Handcrafted furniture is, by definition, costly, and even the largest furniture makers in Maine admit that their products are at least in the middle to upper-middle price range. Moser’s signature piece, a continuous arm chair, is tagged at $855, while its matched grain tables can run up to $2,300. Moosehead Manufacturing sells its product wholesale, but president Wayne Huff says a table and four chairs may start at $800 retail and quickly escalate, depending on style and finish, into the $2000 range. Yet they sell as quickly as the company can make and ship them.
“People get tired of mass-produced products, the kind of stuff that comes in a cardboard box from Indonesia or somewhere, that you have to assemble yourself,” Becksvoort observes. “You go into a Wal-mart and look around and you realize that most of the stuff you see will be in a landfill in a year and a half. It’s nice for people to have one or two items in their lives, in their homes, that really say quality.
“Maine has a mystique, a reputation for good workmanship and quality,” Becksvoort says. He specializes in extraordinarily fine furniture made in black cherry. His fifteen-drawer cabinet, for example, contains 180 pieces of wood and 296 dovetails and commands a price of $6,400. His designs favor the simple, clean lines of the Shakers of Sabbathday Lake, for whom he does much restoration work.
“I don’t do avant-garde, cutting-edge designs, and there aren’t many furniture makers in Maine that do,” Becksvoort says. “I prefer creating pieces that will still be attractive and useful a century from now.

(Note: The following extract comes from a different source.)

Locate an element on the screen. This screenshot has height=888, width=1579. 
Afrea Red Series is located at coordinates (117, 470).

If you look at the gallery furniture of the 1980s, it has fallen by the wayside already. People got tired of it. People haven’t gotten tired of my designs.”

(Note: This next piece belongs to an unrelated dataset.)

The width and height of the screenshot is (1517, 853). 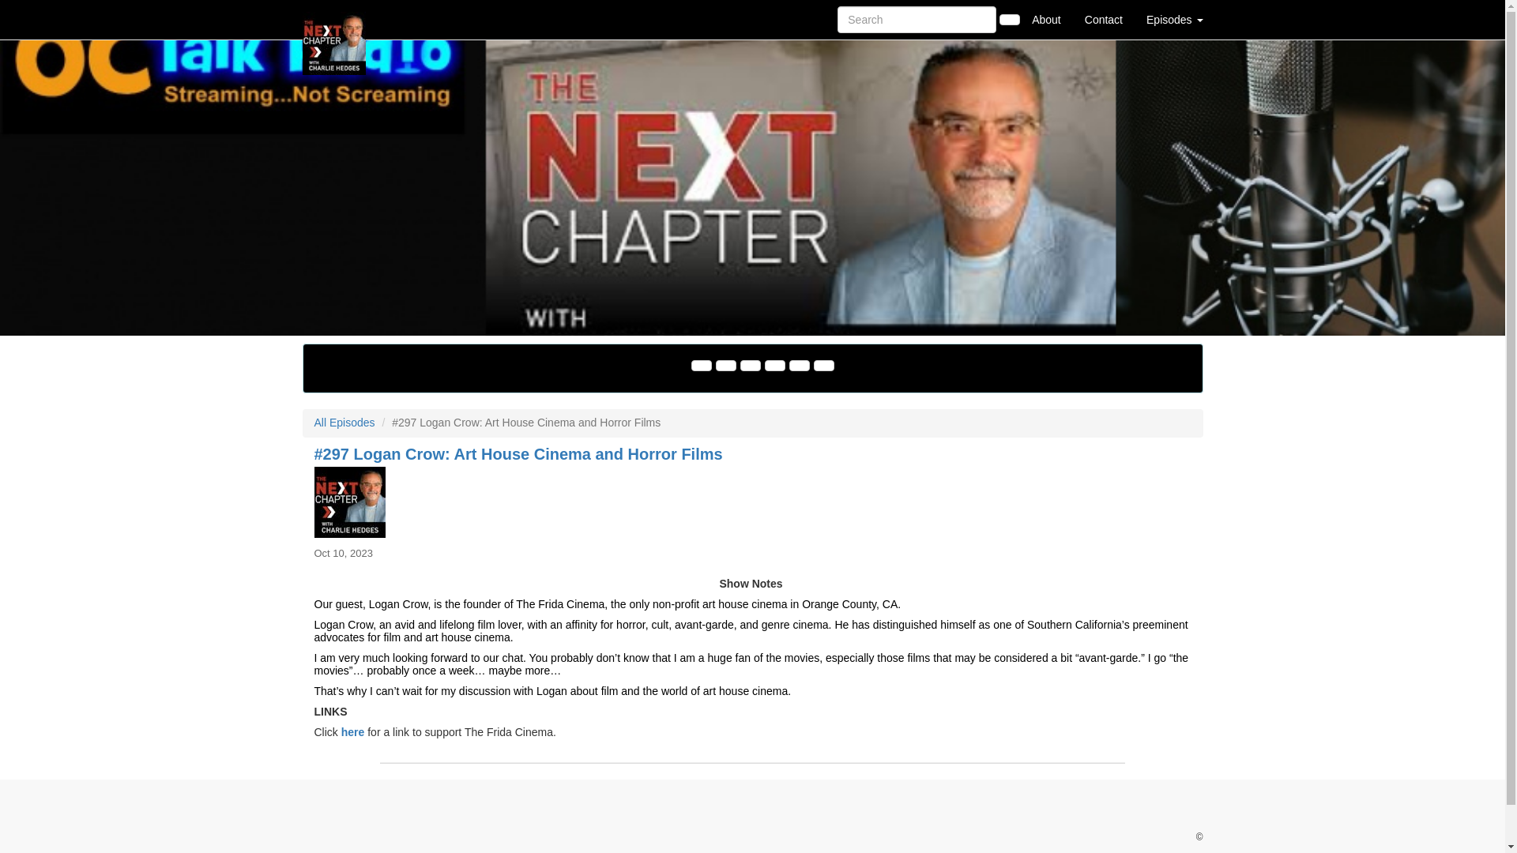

The majority of Maine furniture makers seem to feel the same way. In fact, if there is a “Maine style” in furniture, Shaker furnishings, with their unadorned, timeless lines, are the archetype for the current generation of artisans in the state. Even the major manufacturers ignore the high-style, trendy side of the industry in favor of classic designs that will still be attractive and in demand generations from now.

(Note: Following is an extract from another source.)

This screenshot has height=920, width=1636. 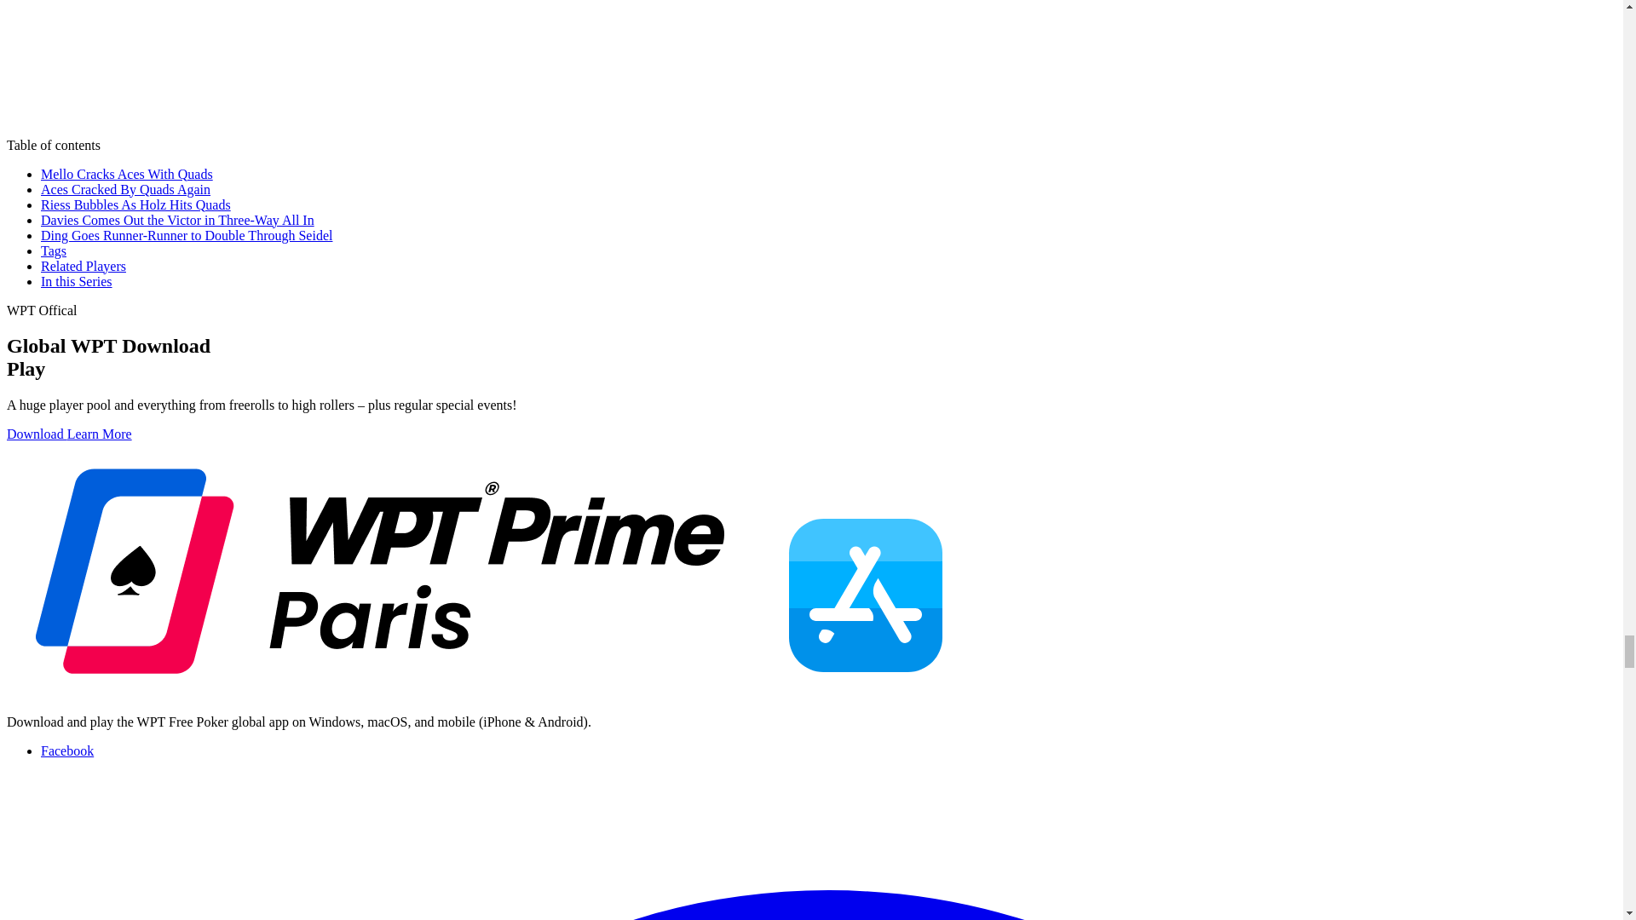 I want to click on Related Players, so click(x=83, y=266).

That thought underlies much of the design and marketing philosophy at Thomas Moser Cabinetmakers in Auburn, and not by accident. "With the hyperconsumerism prevalent today, everything disposable, computers that are obsolete as soon as you buy them, there is a desire in people for something that grounds them in permanence,” explains David Moser, the company’s marketing director. “Maine, for many people, personifies that idea.”
‘I go to California and drive down the Santa Monica freeway, and there is nothing around me of permanence. If you live in Los Angeles, we here in Maine have a very desirable lifestyle. Procuring our product gives the people who live there a piece of that, gives them a grounding in someplace that is real.”
At first glance, Moser seems to be idealizing both Maine and his company’s classic, Shaker-inspired furniture. But his words echo in conversations across the industry. It is a reality that Maine outfits build upon their search to set themselves apart in the public mind from the huge furniture companies that dominate the national market.
“People from all over the country spend millions of dollars every year to visit Maine for a few weeks,” notes Russell Page, marketing director at Moosehead Manufacturing. “We capitalize on that. It’s that image of a small, family-owned furniture manufacturer nestled in the North Woods of Maine.
We have opportunities to move south all the time,” adds Page. “People and towns in the Deep South – Mississippi, Alabama – offer us tax breaks, offer to build anything we want, all kinds of incentives to move down there. But our owners have decided to stay here because they love the state.” Page points out that many of America’s major furniture companies began in New England in the nineteenth century and then moved south and west in search of cheaper wood and labor. The current generation of Maine furniture makers, in contrast, has clearly found plenty of reasons to keep turning out their chests of drawers, chairs, and tables in the northeasternmost corner of the nation.